Besides Laud, Williams, and Neile, one Field, Bishop of Landaff, was an abject courtier. See a letter of his in Cabala, p. 118, 4to edit. Mede says (27th May 1626), "I am sorry to hear they (the bishops) are so habituated to flattery that they seem not to know of any other duty that belongs to them." See Ellis's _Letters_, iii. 228, for the account Mede gives of the manner in which the heads of houses forced the election of Buckingham as Chancellor of Cambridge, while the impeachment was pending against him. The junior masters of arts, however, made a good stand; so that it was carried against the Earl of Berks.h.i.+re only by three voices.
[699] Those who may be inclined to dissent from my text, will perhaps bow to their favourite Clarendon.

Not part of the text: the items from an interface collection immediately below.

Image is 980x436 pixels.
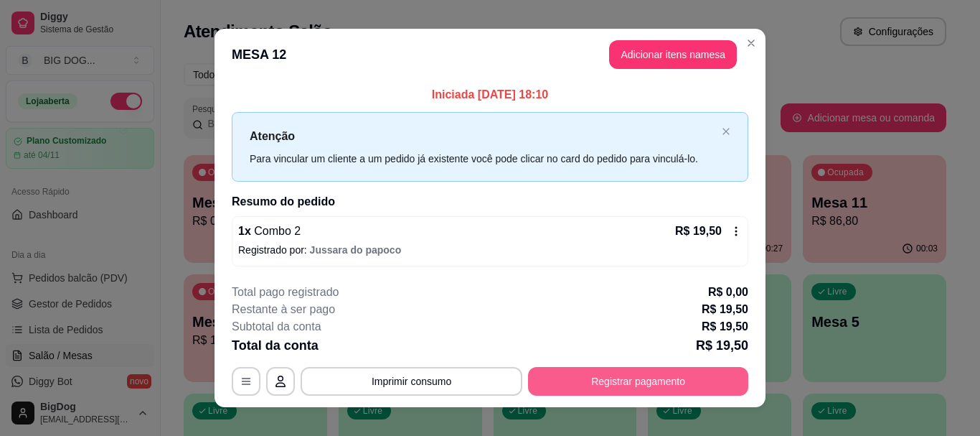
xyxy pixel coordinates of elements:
[740,31,762,55] button: Close
[310,244,402,256] span: Jussara do papoco
[250,151,716,166] div: Para vincular um cliente a um pedido já existente você pode clicar no card do pedido para vinculá...
[250,127,716,145] p: Atenção
[232,86,748,104] p: Iniciada [DATE] 18:10
[251,225,301,237] span: Combo 2
[232,336,319,355] p: Total da conta
[702,318,748,336] p: R$ 19,50
[528,367,748,396] button: Registrar pagamento
[721,127,730,136] span: close
[238,243,742,257] p: Registrado por:
[609,40,737,69] button: Adicionar itens namesa
[675,223,721,240] p: R$ 19,50
[702,301,748,318] p: R$ 19,50
[301,367,523,396] button: Imprimir consumo
[721,127,730,136] button: close
[232,193,748,210] h2: Resumo do pedido
[215,29,765,81] header: MESA 12
[238,223,301,240] p: 1 x
[232,284,338,301] p: Total pago registrado
[232,301,335,318] p: Restante à ser pago
[696,336,748,355] p: R$ 19,50
[232,318,321,336] p: Subtotal da conta
[708,284,748,301] p: R$ 0,00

He says that in the three first parliaments, though there were "several distempered speeches of particular persons, not fit for the reverence due to his majesty," yet he "does not know any formed act of either house (for neither the remonstrance nor votes of the last day were such), that was not agreeable to the wisdom and justice of great courts upon those extraordinary occasions; and whoever considers the acts of power and injustice in the intervals of parliament, will not be much scandalised at the warmth and vivacity of those meetings." Vol. i. p. 8, edit. 1826.